Thursday, April 5, 2012

Bar Kochba's Jewish Rebellion Against the Romans and the Aftermath in Arabia and Islam

Nadene Goldfoot
The Temple of the Jewish people in Jerusalem was destroyed in 70 CE, and Jerusalem was under the rule of Hadrian who attempted to prevent circumcision in 130 CE with his beginnings to hellenize the city.    A leader arose by the name of Bar Kochba who had 200,000 men to command.  They recaptured Jerusalem and also many other towns and villages throughout the land.  A war raged for about 4 years against the Romans.  The enemy had to bring in legion after legion of reinforcements to suppress the Jews.  Israel had become a nation about 1220 BCE and wasn't about to lose their land so easily. 
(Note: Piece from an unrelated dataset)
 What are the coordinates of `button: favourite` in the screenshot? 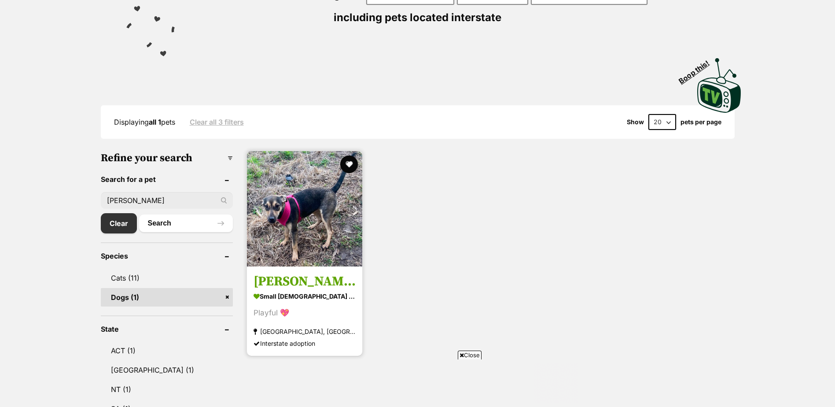 It's located at (349, 164).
Ultimately, the Romans sacked the city of Jeruslaem abt 132-135 CE  with an army of 35,000  whose commander was Julius Severus who was under Hadrian  and expelled a good many of the survivors. They destroyed 50 fortresses and 985 villages.   About 580,000 Jewish men were killed besides those that died of hunger and disease.  The Roman Emporer Hadrian changed the name of the city to Aelia Capitolina.  Then he ordered the building of a temple to Jupiter on the Jewish temple site and  excommunicated all Jews from the city and if found would be killed.  Judea then was called Syria-Palaestina.  Not only did Jerusalem become a pagan city, but Hadrian had a statue of himself placed on the site of the Holy of Holies. 
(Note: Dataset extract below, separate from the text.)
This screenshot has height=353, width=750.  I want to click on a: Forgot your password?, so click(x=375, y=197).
Jews may have stayed away from Jerusalem at that point, but not the rest of the land.  Others returned.  Some Jews left the land to go to places like Arabia where they formed new settlements or joined other Jewish Arabian communities that had been established around the time of their captivity in Babylon or even before then. 
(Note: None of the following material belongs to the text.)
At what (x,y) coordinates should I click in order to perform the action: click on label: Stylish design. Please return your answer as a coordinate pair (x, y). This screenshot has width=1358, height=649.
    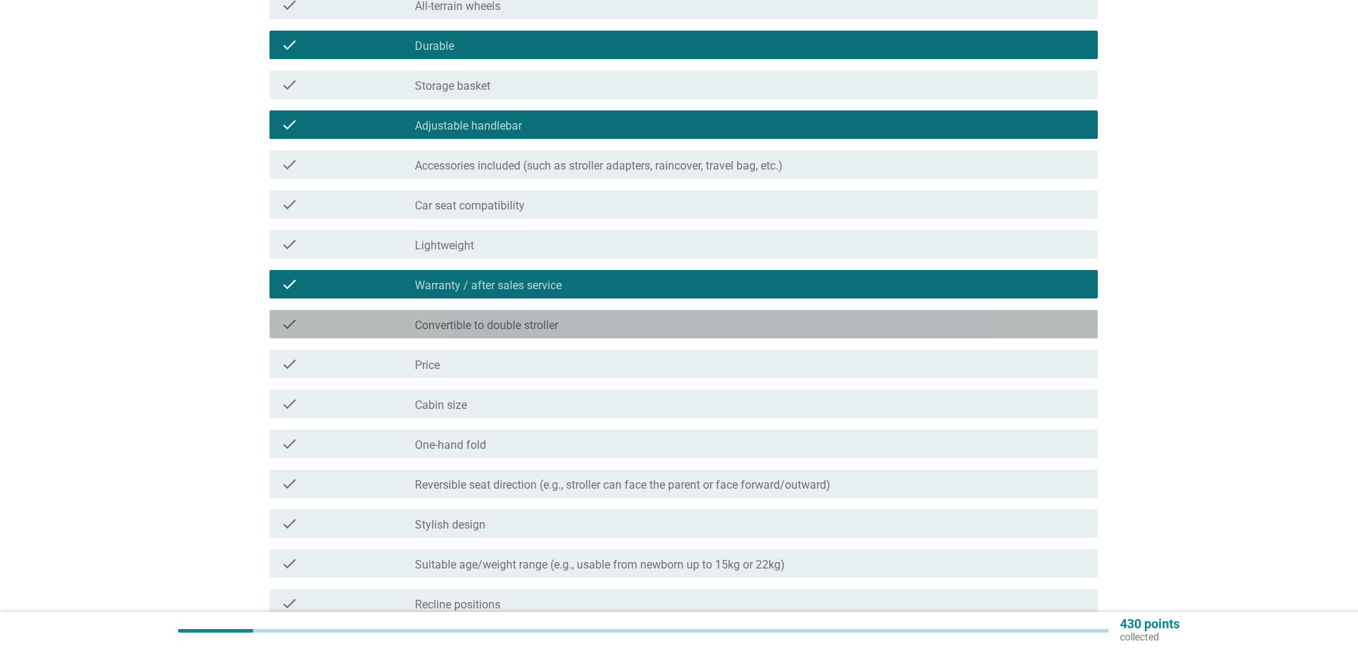
    Looking at the image, I should click on (450, 525).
Jews had probably settled in Arabia at the fall of Samaria in 721 BCE.  There was even a Jewish military colony in Aswan and upper Egypt founded just after the fall of Samaria.  In the 1st and 2nd centuries CE Arabia offered a near asylum to Jews victimized by the ruthless Romans.  By the 7th Century CE it would spawn Islam, but a number of Jewish and Christian settlements were established in different parts spreading Aramaic and Hellenistic culture.  A Christian center was Najran.  Jews and Judaised Arabs were everywhere, especially in Yathrib, later named Medina.  This was to become the Arab world's 2nd holiest city, first settled by the Jewish tribes from the north, the Banu Nadir and Banu Quraiza.  It's where Mohammad listened to Jewish stories from the Torah from readers on the streets.